Pine Gap is featured in the 2018 Australian television series of the same name. The series is a political thriller, portraying the lives of the members of the joint American-Australian intelligence team.

See also

References

Citations

  1. Hamlin, Karen (2007). "Pine Gap celebrates 40 years". Defence Magazine. 2007/8 (3): 28–31. ISSN 1446-229X.
  2. Dorling, Philip (26 July 2013). "Australian outback station at forefront of US spying arsenal". The Sydney Morning Herald. Retrieved 30 January 2014.
  3. Loxley, Adam. The Teleios Ring. Leicester: Matador. p. 296. ISBN 1848769202.
  4. Robert Dover; Michael S. Goodman; Claudia Hillebrand, eds. (2013). Routledge Companion to Intelligence Studies. Routledge. p. 164. ISBN 9781134480296.
  5. "Mission Ground Station Declassification (NRO)" (PDF). 15 October 2008. National Reconnaissance Office (NRO). Retrieved 28 March 2014.
  6. Peter Cronau, The Base: Pine Gap's Role in US Warfighting, Background Briefing, ABC Radio National, 20 August 2017; Ryan Gallagher and Peter Cronau, The U.S. Spy Hub in the Heart of Australia, The Intercept, August 20, 2017.
  7. Middleton, Hannah (2009). "The Campaign against US military bases in Australia". In Blanchard, Lynda-ann; Chan, Leah (eds.). Ending War, Building Peace. Sydney University Press. pp. 125–126. ISBN 192089943X. Retrieved 2 November 2012.
  8. , 21 July 2013. Accessed 21 July 2013
  9. Rosenberg, David (2011). Inside Pine Gap: The Spy who Came in from the Desert. Prahran, Victoria: Hardie Grant Books. ISBN 9781742701738.
  10. Harris, Reg Legendary Territorians, Harris Nominees, Alice Springs, 2007, p 93, ISBN 9780646483719.

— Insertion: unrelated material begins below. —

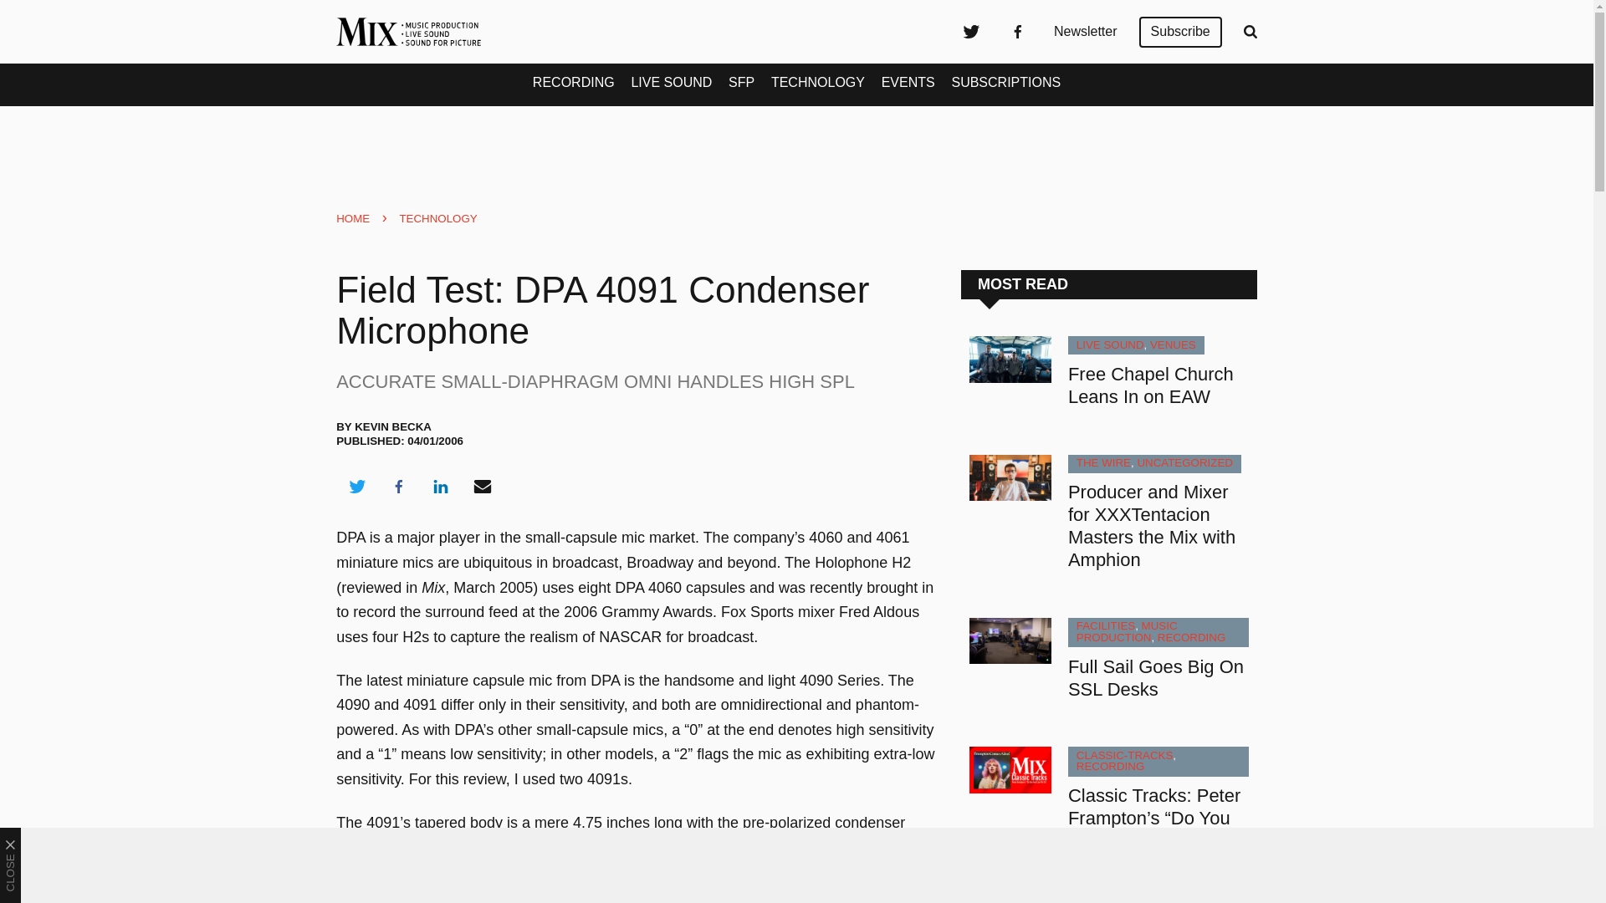 The width and height of the screenshot is (1606, 903). I want to click on Share on Facebook, so click(398, 487).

  11. Stanton, Jenny (2000). The Australian Geographic Book of the Red Centre. Terrey Hills, New South Wales: Australian Geographic. p. 57. ISBN 1-86276-013-6.

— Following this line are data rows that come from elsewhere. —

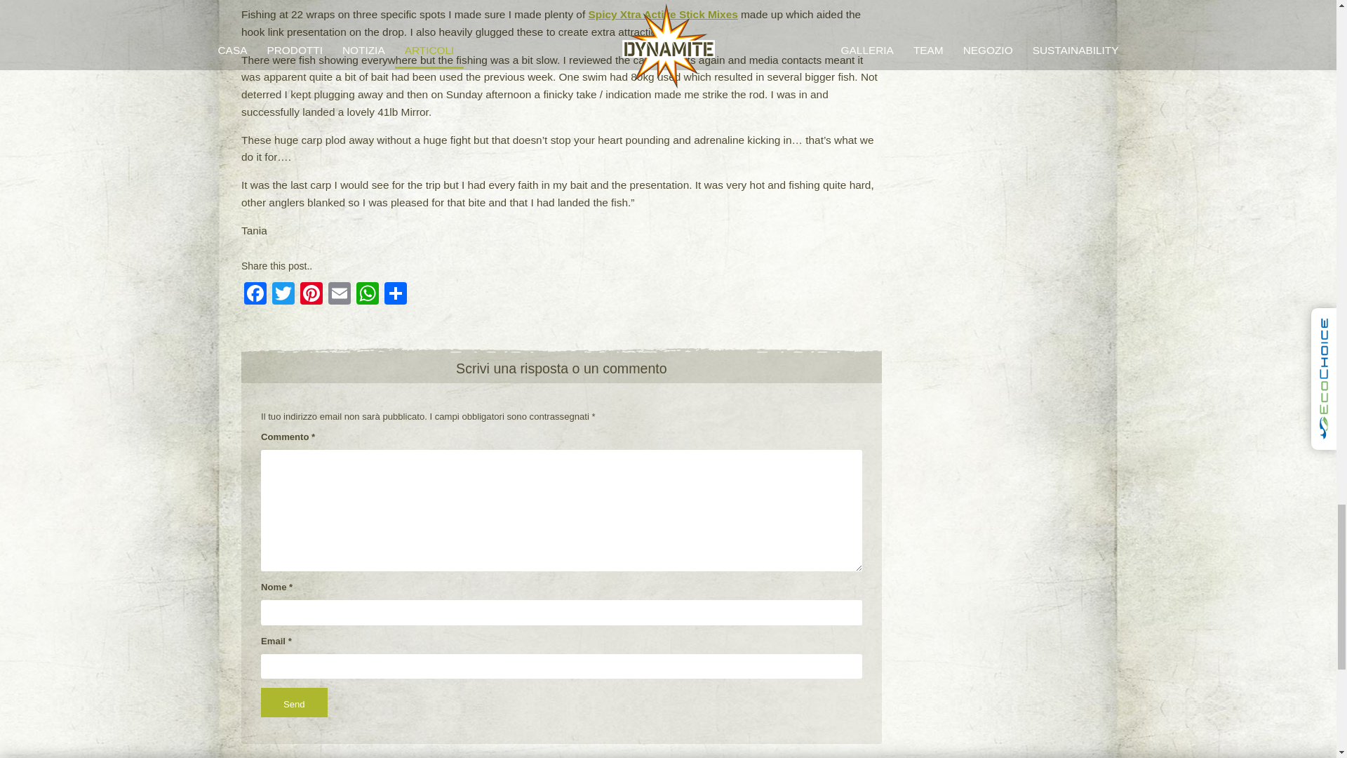  I want to click on Spicy Xtra Active Stick Mixes, so click(662, 14).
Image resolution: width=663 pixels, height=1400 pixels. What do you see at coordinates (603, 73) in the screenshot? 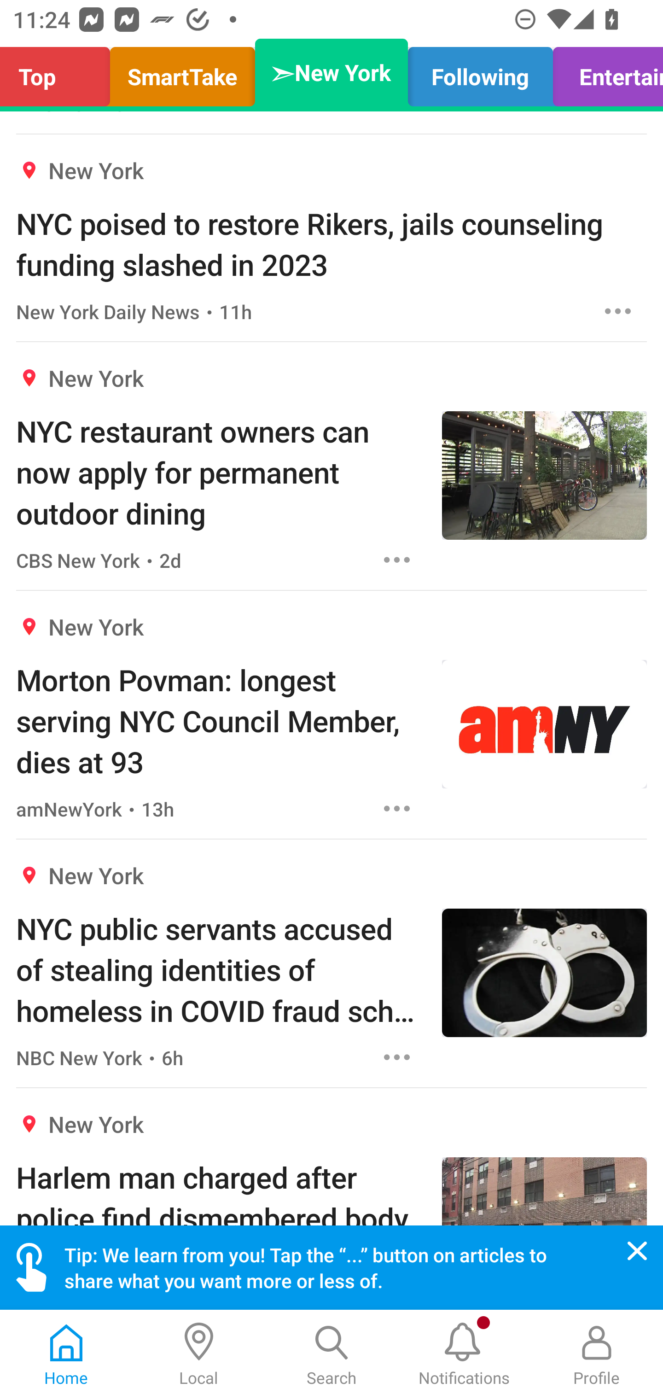
I see `Entertain` at bounding box center [603, 73].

  12. "Treaties". www.info.dfat.gov.au. Retrieved 25 November 2017.
  13. Dent, Jackie (23 November 2017). "An American Spy Base Hidden in Australia's Outback". Retrieved 25 November 2017 via www.nytimes.com.

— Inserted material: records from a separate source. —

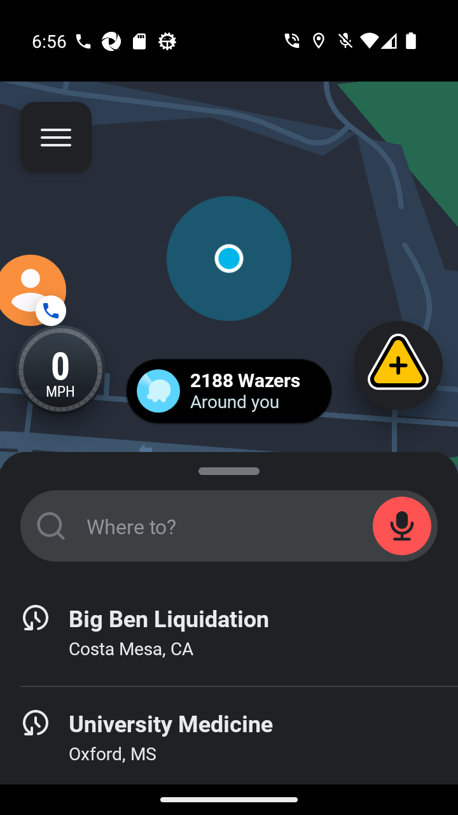 This screenshot has width=458, height=815. What do you see at coordinates (229, 633) in the screenshot?
I see `Big Ben Liquidation Costa Mesa, CA` at bounding box center [229, 633].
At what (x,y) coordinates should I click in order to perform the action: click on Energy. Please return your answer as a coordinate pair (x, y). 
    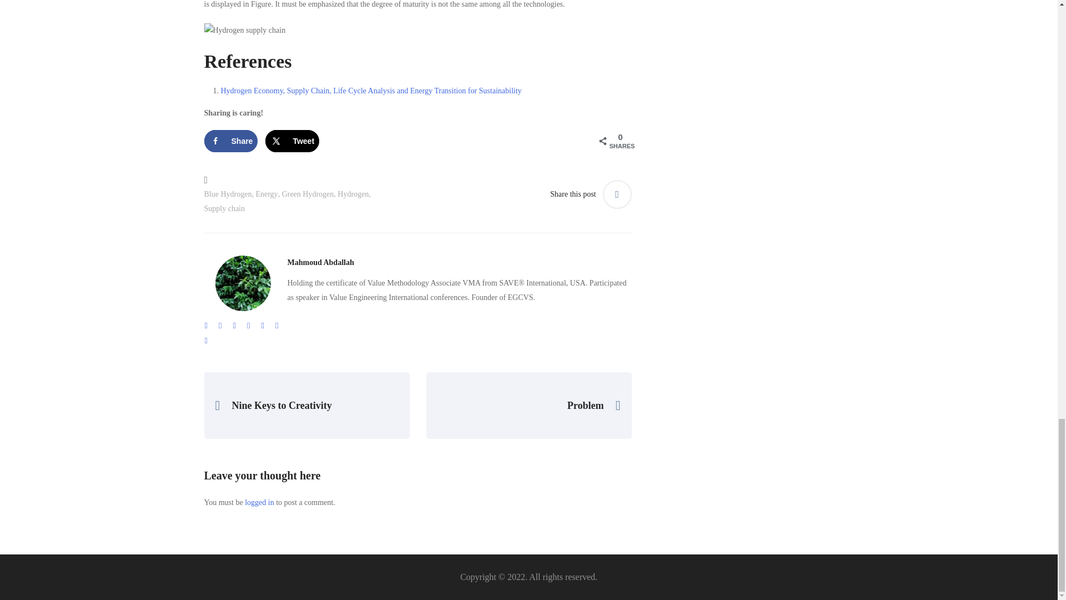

  14. Coopes, Amy, Agence France-Presse/Jiji Press, "US eyes Asia from secret Australian base", Yahoo! News, 19 September 2011; Japan Times, 19 September 2011, p. 1.
  15. Dorling, Philip (21 July 2013). "Pine Gap drives US drone kills". The Sydney Morning Herald. Retrieved 30 January 2014.
  16. Oliver Laughland. "Pine Gap's role in US drone strikes should be investigated – rights groups". The Guardian. Retrieved 21 December 2013.
  17. "New Snowden leak: Australia's place in US spying web". rt.com. Retrieved 25 November 2017.
  18. Snow, Deborah (31 August 2019). "Tantalising secrets of Australia's intelligence world revealed". The Age. Retrieved 1 October 2019.
  19. Pine Gap Protests - historical http://nautilus.org/publications/books/australian-forces-abroad/defence-facilities/pine-gap/pine-gap-protests/protests-hist/ and Kelham, Megg Waltz in P-Flat: The Pine Gap Women's Peace Protest in Hecate 1 January 2010 available on-line at http://www.readperiodicals.com/201001/2224850971.html#b
  20. "The Anti-Nuclear Campaign". uq.edu.au. Archived from the original on 7 September 2008. Retrieved 25 November 2017.
  21. Donna Mulhearn & Jessica Morrison (6 October 2006). "Christian Pacifists Challenge Pine Gap In Court" (Press release). Scoop.co.nz. Retrieved 24 February 2007.
  22. "The Queen v Law & Ors [2008] NTCCA 4 (19 March 2008)". www.austlii.edu.au. Retrieved 25 November 2017.